The Guardian of Future Generations, Maurice Mizzi, touched some raw nerves the other day when he spoke of the need for planners to design a standard building to be used by architects for future construction.

Many must have wondered whether he was perhaps suggesting that this country should go for the type of standard government housing commonly seen in East European countries. When Mr Mizzi has already come down hard on the monstrous development planned to take over the site previously occupied by the Institute of Tourism Studies in St Julian’s, it is not possible that he had this in mind when he called for the design of a standard building to give symmetry and beauty to future streets.

There can, of course, be taste and grace even in uniformity, as the townhouses of character in Sliema’s Tower Road of bygone years showed only too well. What has replaced them as time went by is a conglomeration of apartment blocks that stand absolutely nowhere near the grace of the townhouses of character.

Maybe Mr Mizzi will find time to explain in greater detail what he meant and the kind of buildings he had in mind when he referred to housing in Prague, Vienna and Corfu. Judging by his frame of mind, at least as it has been expressed publicly, he is surely after seeing the development of beautiful housing, not nondescript estates of concrete shoeboxes that have marred so many iconic sites, such as Tigné, now earmarked for even further development.

When Mr Mizzi made his point, at a seminar on urban development, the president of the Chamber of Architects and Civil Engineering, Alex Torpiano, shot down the recommendation out of hand. He said it simply would not work, arguing that having a form of template would not only kill architects’ creativity but would also not help create better structures.

He has a very valid point too. Disappointingly, not much creativity, if it all, has been shown in the design of quite a lot of property developments that have taken place all over the island these past few years. There is a difference between building a row of houses in new development areas outside villages and the rebuilding of rundown places in village cores.

While it would make sense to have some pleasant characteristics in the design of houses in new estates, any new buildings in village cores ought to incorporate or complement the characteristics of the area. When much of Sliema, St Julian’s and Gżira have already been ruined by overdevelopment, the building of skyscrapers there will not offend as much as they certainly would in, or close to, areas that are, as yet, untouched by any of the concrete structures on the planning boards today.

As Mr Mizzi warned when he came out against the way development was taking place all over the island, even the most lucrative economic boom needs to be managed. The prevailing frenetic building drive is getting completely out of hand, with huge offences to development causing permanent scars to otherwise idyllic environments.

The kind of development going on today may be generating a great deal of money to the property moguls but it is making Malta a worse, not a better, place.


◆ TASK STATEMENT ◆
Give every entry again precisely as it appears.

Start of DATA

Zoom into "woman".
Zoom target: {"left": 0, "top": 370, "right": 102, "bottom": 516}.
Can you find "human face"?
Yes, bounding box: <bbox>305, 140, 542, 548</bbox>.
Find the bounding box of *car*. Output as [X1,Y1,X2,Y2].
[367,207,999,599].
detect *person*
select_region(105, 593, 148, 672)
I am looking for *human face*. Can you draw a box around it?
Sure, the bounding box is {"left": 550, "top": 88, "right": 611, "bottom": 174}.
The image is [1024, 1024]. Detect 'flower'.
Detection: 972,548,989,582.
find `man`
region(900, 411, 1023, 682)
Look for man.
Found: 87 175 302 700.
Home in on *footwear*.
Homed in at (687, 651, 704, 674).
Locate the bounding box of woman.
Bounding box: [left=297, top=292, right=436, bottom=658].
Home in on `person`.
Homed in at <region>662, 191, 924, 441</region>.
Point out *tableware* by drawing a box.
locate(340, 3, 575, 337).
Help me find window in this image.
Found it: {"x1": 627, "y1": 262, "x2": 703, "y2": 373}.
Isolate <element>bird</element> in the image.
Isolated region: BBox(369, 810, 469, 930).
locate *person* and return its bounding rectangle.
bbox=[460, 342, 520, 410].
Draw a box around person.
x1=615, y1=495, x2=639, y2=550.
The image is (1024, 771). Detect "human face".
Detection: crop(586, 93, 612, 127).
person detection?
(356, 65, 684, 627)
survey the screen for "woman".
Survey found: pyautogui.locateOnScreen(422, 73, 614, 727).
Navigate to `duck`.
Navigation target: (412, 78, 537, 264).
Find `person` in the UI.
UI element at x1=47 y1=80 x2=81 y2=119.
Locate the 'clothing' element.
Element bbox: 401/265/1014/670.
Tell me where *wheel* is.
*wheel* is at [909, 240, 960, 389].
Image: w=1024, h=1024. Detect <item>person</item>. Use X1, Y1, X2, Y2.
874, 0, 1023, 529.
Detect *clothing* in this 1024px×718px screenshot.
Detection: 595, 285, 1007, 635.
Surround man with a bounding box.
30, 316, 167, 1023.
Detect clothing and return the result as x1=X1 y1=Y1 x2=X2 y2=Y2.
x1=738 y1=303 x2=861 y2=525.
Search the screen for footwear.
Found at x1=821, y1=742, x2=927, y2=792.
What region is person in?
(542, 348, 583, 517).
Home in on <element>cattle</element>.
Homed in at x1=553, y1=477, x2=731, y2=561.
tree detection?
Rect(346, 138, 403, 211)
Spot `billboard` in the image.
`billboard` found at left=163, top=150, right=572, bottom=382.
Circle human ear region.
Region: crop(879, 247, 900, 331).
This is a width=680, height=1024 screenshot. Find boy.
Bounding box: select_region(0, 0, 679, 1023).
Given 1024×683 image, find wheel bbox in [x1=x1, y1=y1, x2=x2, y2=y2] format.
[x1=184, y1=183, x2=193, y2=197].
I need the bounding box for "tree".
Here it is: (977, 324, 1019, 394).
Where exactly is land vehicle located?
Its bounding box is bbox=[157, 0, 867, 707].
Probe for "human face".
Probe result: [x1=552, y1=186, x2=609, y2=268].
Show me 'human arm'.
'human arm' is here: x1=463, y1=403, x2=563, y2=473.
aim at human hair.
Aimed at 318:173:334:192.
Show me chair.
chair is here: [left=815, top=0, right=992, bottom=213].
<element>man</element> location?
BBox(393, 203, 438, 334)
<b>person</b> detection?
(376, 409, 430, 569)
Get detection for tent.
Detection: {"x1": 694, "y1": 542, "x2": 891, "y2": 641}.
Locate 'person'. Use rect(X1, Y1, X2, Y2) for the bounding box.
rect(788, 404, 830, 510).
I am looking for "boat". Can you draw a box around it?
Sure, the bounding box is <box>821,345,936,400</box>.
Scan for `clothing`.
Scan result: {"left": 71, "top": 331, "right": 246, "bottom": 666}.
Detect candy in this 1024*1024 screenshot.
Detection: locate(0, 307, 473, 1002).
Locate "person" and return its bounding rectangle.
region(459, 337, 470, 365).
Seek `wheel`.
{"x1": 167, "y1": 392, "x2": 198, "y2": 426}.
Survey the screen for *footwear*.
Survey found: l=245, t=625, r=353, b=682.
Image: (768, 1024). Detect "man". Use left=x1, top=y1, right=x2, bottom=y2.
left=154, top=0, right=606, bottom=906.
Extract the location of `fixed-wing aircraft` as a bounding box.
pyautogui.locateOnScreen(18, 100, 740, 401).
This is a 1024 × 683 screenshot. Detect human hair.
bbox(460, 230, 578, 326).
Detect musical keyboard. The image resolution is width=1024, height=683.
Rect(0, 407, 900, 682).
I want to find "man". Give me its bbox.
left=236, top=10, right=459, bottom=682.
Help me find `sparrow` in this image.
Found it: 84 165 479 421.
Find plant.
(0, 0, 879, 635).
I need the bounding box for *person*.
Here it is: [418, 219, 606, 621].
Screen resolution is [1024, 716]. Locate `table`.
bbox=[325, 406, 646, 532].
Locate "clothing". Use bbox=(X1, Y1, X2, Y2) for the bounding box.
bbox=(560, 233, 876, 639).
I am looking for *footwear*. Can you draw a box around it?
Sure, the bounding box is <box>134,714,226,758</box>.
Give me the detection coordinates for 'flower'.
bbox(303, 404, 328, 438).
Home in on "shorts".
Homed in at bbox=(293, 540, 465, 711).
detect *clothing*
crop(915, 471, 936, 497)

End of DATA

◆ EXPECTED OUTPUT ◆
Zoom into "woman".
Zoom target: {"left": 0, "top": 370, "right": 102, "bottom": 516}.
Can you find "human face"?
Yes, bounding box: <bbox>305, 140, 542, 548</bbox>.
Find the bounding box of *car*. Output as [X1,Y1,X2,Y2].
[367,207,999,599].
detect *person*
select_region(105, 593, 148, 672)
I am looking for *human face*. Can you draw a box around it?
Sure, the bounding box is {"left": 550, "top": 88, "right": 611, "bottom": 174}.
The image is [1024, 1024]. Detect 'flower'.
Detection: 972,548,989,582.
find `man`
region(900, 411, 1023, 682)
Look for man.
Found: 87 175 302 700.
Home in on *footwear*.
Homed in at (687, 651, 704, 674).
Locate the bounding box of woman.
Bounding box: [left=297, top=292, right=436, bottom=658].
Home in on `person`.
Homed in at <region>662, 191, 924, 441</region>.
Point out *tableware* by drawing a box.
locate(340, 3, 575, 337).
Help me find window in this image.
Found it: {"x1": 627, "y1": 262, "x2": 703, "y2": 373}.
Isolate <element>bird</element> in the image.
Isolated region: BBox(369, 810, 469, 930).
locate *person* and return its bounding rectangle.
bbox=[460, 342, 520, 410].
Draw a box around person.
x1=615, y1=495, x2=639, y2=550.
The image is (1024, 771). Detect "human face".
Detection: crop(586, 93, 612, 127).
person detection?
(356, 65, 684, 627)
survey the screen for "woman".
Survey found: pyautogui.locateOnScreen(422, 73, 614, 727).
Navigate to `duck`.
Navigation target: (412, 78, 537, 264).
Find `person` in the UI.
UI element at x1=47 y1=80 x2=81 y2=119.
Locate the 'clothing' element.
Element bbox: 401/265/1014/670.
Tell me where *wheel* is.
*wheel* is at [909, 240, 960, 389].
Image: w=1024, h=1024. Detect <item>person</item>. Use X1, Y1, X2, Y2.
874, 0, 1023, 529.
Detect *clothing* in this 1024px×718px screenshot.
Detection: 595, 285, 1007, 635.
Surround man with a bounding box.
30, 316, 167, 1023.
Detect clothing and return the result as x1=X1 y1=Y1 x2=X2 y2=Y2.
x1=738 y1=303 x2=861 y2=525.
Search the screen for footwear.
Found at x1=821, y1=742, x2=927, y2=792.
What region is person in?
(542, 348, 583, 517).
Home in on <element>cattle</element>.
Homed in at x1=553, y1=477, x2=731, y2=561.
tree detection?
Rect(346, 138, 403, 211)
Spot `billboard` in the image.
`billboard` found at left=163, top=150, right=572, bottom=382.
Circle human ear region.
Region: crop(879, 247, 900, 331).
This is a width=680, height=1024 screenshot. Find boy.
Bounding box: select_region(0, 0, 679, 1023).
Given 1024×683 image, find wheel bbox in [x1=x1, y1=y1, x2=x2, y2=y2] format.
[x1=184, y1=183, x2=193, y2=197].
I need the bounding box for "tree".
Here it is: (977, 324, 1019, 394).
Where exactly is land vehicle located?
Its bounding box is bbox=[157, 0, 867, 707].
Probe for "human face".
Probe result: [x1=552, y1=186, x2=609, y2=268].
Show me 'human arm'.
'human arm' is here: x1=463, y1=403, x2=563, y2=473.
aim at human hair.
Aimed at 318:173:334:192.
Show me chair.
chair is here: [left=815, top=0, right=992, bottom=213].
<element>man</element> location?
BBox(393, 203, 438, 334)
<b>person</b> detection?
(376, 409, 430, 569)
Get detection for tent.
Detection: {"x1": 694, "y1": 542, "x2": 891, "y2": 641}.
Locate 'person'. Use rect(X1, Y1, X2, Y2) for the bounding box.
rect(788, 404, 830, 510).
I am looking for "boat". Can you draw a box around it?
Sure, the bounding box is <box>821,345,936,400</box>.
Scan for `clothing`.
Scan result: {"left": 71, "top": 331, "right": 246, "bottom": 666}.
Detect candy in this 1024*1024 screenshot.
Detection: locate(0, 307, 473, 1002).
Locate "person" and return its bounding rectangle.
region(459, 337, 470, 365).
Seek `wheel`.
{"x1": 167, "y1": 392, "x2": 198, "y2": 426}.
Survey the screen for *footwear*.
Survey found: l=245, t=625, r=353, b=682.
Image: (768, 1024). Detect "man". Use left=x1, top=y1, right=x2, bottom=y2.
left=154, top=0, right=606, bottom=906.
Extract the location of `fixed-wing aircraft` as a bounding box.
pyautogui.locateOnScreen(18, 100, 740, 401).
This is a 1024 × 683 screenshot. Detect human hair.
bbox(460, 230, 578, 326).
Detect musical keyboard. The image resolution is width=1024, height=683.
Rect(0, 407, 900, 682).
I want to find "man". Give me its bbox.
left=236, top=10, right=459, bottom=682.
Help me find `sparrow` in this image.
Found it: 84 165 479 421.
Find plant.
(0, 0, 879, 635).
I need the bounding box for *person*.
Here it is: [418, 219, 606, 621].
Screen resolution is [1024, 716]. Locate `table`.
bbox=[325, 406, 646, 532].
Locate "clothing". Use bbox=(X1, Y1, X2, Y2) for the bounding box.
bbox=(560, 233, 876, 639).
I am looking for *footwear*. Can you draw a box around it?
Sure, the bounding box is <box>134,714,226,758</box>.
Give me the detection coordinates for 'flower'.
bbox(303, 404, 328, 438).
Home in on "shorts".
Homed in at bbox=(293, 540, 465, 711).
detect *clothing*
crop(915, 471, 936, 497)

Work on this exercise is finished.